Breaking free of P.E.E. – by Georgia Thomas

‘Death to the PEE paragraph,’ they said, seven weeks into the PGCE English course.

I cried.

With shock and horror, I wondered if it was too late to turn back. What evil villains would so casually and cruelly rip from my tightly clutching fingers the one tool with which I had learnt to write essays?

Reluctant – and more than a little defensive – I took my seat in our subject studies seminar and I picked up our reading, ready to discredit every word of it. PEE couldn’t really be wrong, could it?

And as I read, I seemed to be justified. Every argument they threw up against the PEE, I had something to refute it with – this wasn’t my experience of it, this wasn’t how it had to be used, these teachers were just doing it wrong, it wasn’t PEE’s fault! And yet…

Niggling in the back of my mind, their arguments began to stick, and to make me think about what the true purpose of PEE was. More than any reading, more than any lecture, it was the voices of my fellow PGCEers, those who had been taught like me and hated it, those who had never heard of it and were aghast at the idea, those who had turned their back on it, that began to sway me. Not entirely, to be sure, but enough to make me wonder. What would a world without PEE look like? If we took away any structure, allowed students to think and to write how they liked, what would happen? There was only one way to find out.

My anti-PEE experiment came about rather unintentionally, with the loveliest of Year 7 classes who just so happened to teach me more than I taught them in this particular lesson.

‘Teach them a bit about the different ways of reading,’ their class teacher asked me, to round off a reading-heavy lesson. So we started with a competition to hunt down a list of quotes from the chapter we’d just read, as an exercise in scanning. A roaring success! But close reading… that would be harder.

How to get them, in the last ten minutes at the end of the lesson, to really read a text and find their own way into it, to have something to say? This was no time for PEE, that was for sure. It was time to get inventive.

For this highly mixed-attainment class, it would not be enough to ask them to think about one set question in relation to an extract, or to find and explain the function of a particular literary device – they worked at such different levels. So I started to think about the thinking that goes into creating a good analytical response to a text.

What questions do you have to ask yourself to get to a good answer?

I began to list them, with the intention of distributing them across the class in relation to prior attainment ranges. But then I realised that I had no right to decide which students would be able to answer which questions. Why not let them do that for themselves? So I typed them all up onto a grid, I gave them space to ask their own questions if they didn’t like any of mine, and I handed them out for the last bit of the lesson, expecting to have to pick it up again in the next lesson as we’d run out of time.

Five minutes. That’s all they had.

And yet their answers were incredible.

Everyone had picked a different question, everyone had given a different answer, and – and this is the most important bit – everyone wanted to tell me what they had chosen.

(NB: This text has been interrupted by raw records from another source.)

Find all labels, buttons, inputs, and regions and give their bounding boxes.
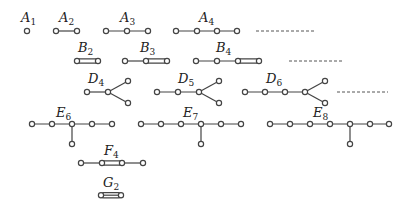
diagram-e7: E7 (138, 105, 243, 147)
label-b2: B2 (77, 40, 93, 57)
label-e7: E7 (182, 105, 199, 122)
diagram-a3: A3 (103, 10, 150, 34)
label-a1: A1 (20, 10, 36, 27)
diagram-e6: E6 (29, 105, 114, 147)
label-g2: G2 (103, 175, 119, 192)
diagram-e8: E8 (267, 105, 391, 147)
diagram-d4: D4 (84, 71, 130, 106)
label-d4: D4 (87, 71, 104, 88)
dynkin-diagram-figure: A1 A2 A3 A4 B2 B3 B4 (0, 0, 410, 210)
label-d5: D5 (177, 71, 194, 88)
diagram-d6: D6 (242, 71, 388, 106)
label-e8: E8 (312, 105, 329, 122)
diagram-a4: A4 (173, 10, 316, 34)
label-b4: B4 (215, 40, 232, 57)
diagram-g2: G2 (98, 175, 123, 198)
label-d6: D6 (265, 71, 282, 88)
diagram-f4: F4 (78, 143, 145, 166)
diagram-d5: D5 (154, 71, 221, 106)
label-f4: F4 (103, 143, 119, 160)
diagram-b2: B2 (74, 40, 100, 64)
node (24, 28, 29, 33)
diagram-a2: A2 (53, 10, 79, 34)
label-b3: B3 (139, 40, 156, 57)
label-e6: E6 (55, 105, 72, 122)
diagram-b3: B3 (122, 40, 169, 64)
label-a4: A4 (198, 10, 214, 27)
diagram-b4: B4 (193, 40, 343, 64)
diagram-a1: A1 (20, 10, 36, 34)
label-a3: A3 (119, 10, 135, 27)
label-a2: A2 (58, 10, 74, 27)
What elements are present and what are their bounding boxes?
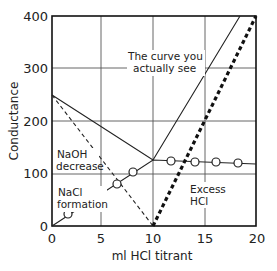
x-tick-20: 20	[249, 231, 266, 246]
annotation-curve-line1: The curve you	[127, 50, 203, 62]
x-tick-0: 0	[48, 231, 56, 246]
y-tick-300: 300	[23, 61, 48, 76]
x-axis-ticks: 0 5 10 15 20	[48, 231, 265, 246]
y-axis-label: Conductance	[7, 82, 21, 161]
y-tick-0: 0	[40, 219, 48, 234]
x-tick-15: 15	[197, 231, 214, 246]
x-tick-10: 10	[145, 231, 162, 246]
annotation-hcl: HCl	[190, 195, 208, 207]
annotation-curve-line2: actually see	[133, 62, 196, 74]
y-tick-100: 100	[23, 166, 48, 181]
conductometric-titration-chart: The curve you actually see NaOH decrease…	[0, 0, 277, 271]
x-axis-label: ml HCl titrant	[112, 249, 193, 263]
y-axis-ticks: 0 100 200 300 400	[23, 9, 48, 234]
x-tick-5: 5	[97, 231, 105, 246]
observed-curve-line	[52, 16, 240, 160]
y-tick-200: 200	[23, 114, 48, 129]
annotation-decrease: decrease	[56, 160, 104, 172]
annotation-excess: Excess	[190, 183, 226, 195]
y-tick-400: 400	[23, 9, 48, 24]
annotation-formation: formation	[57, 198, 108, 210]
annotation-naoh: NaOH	[57, 148, 87, 160]
annotation-nacl: NaCl	[58, 186, 83, 198]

They were actually excited to explain to me what they found interesting in this page of text from ‘Private Peaceful’. They wanted me to know that this particular quote was exciting because they’d realised it meant this or that or anything at all.

So we did pick it up again in the next lesson, not because we had run out of time, but because there was so much they wanted to say. We talked about explaining why something was important, and about linking up their answers to multiple questions if they had the same why. And then we talked about how they might use these to answer questions about the text, and everyone had a go at writing the essay question that they’d be answering with these explanations and I realised… this was essay-writing without PEE.

They had found their own way into the text, into what they found interesting and exciting, and that was the driving force behind their responses, not any attempt to conform to some arbitrary structural prison that provided no motivation for independent thought.

This first use of the guiding question grid changed my view of essay-writing so entirely that I wonder what would happen if I used this repeatedly with a class throughout the year, shifting the focus or increasing the independence of it until they are asking these questions of themselves without my prompting. What kind of individual and interesting essays might this class be able to produce by the end of the year? It saddens me that, with this particular class, I may never know, but its potential is, nevertheless, so very exciting.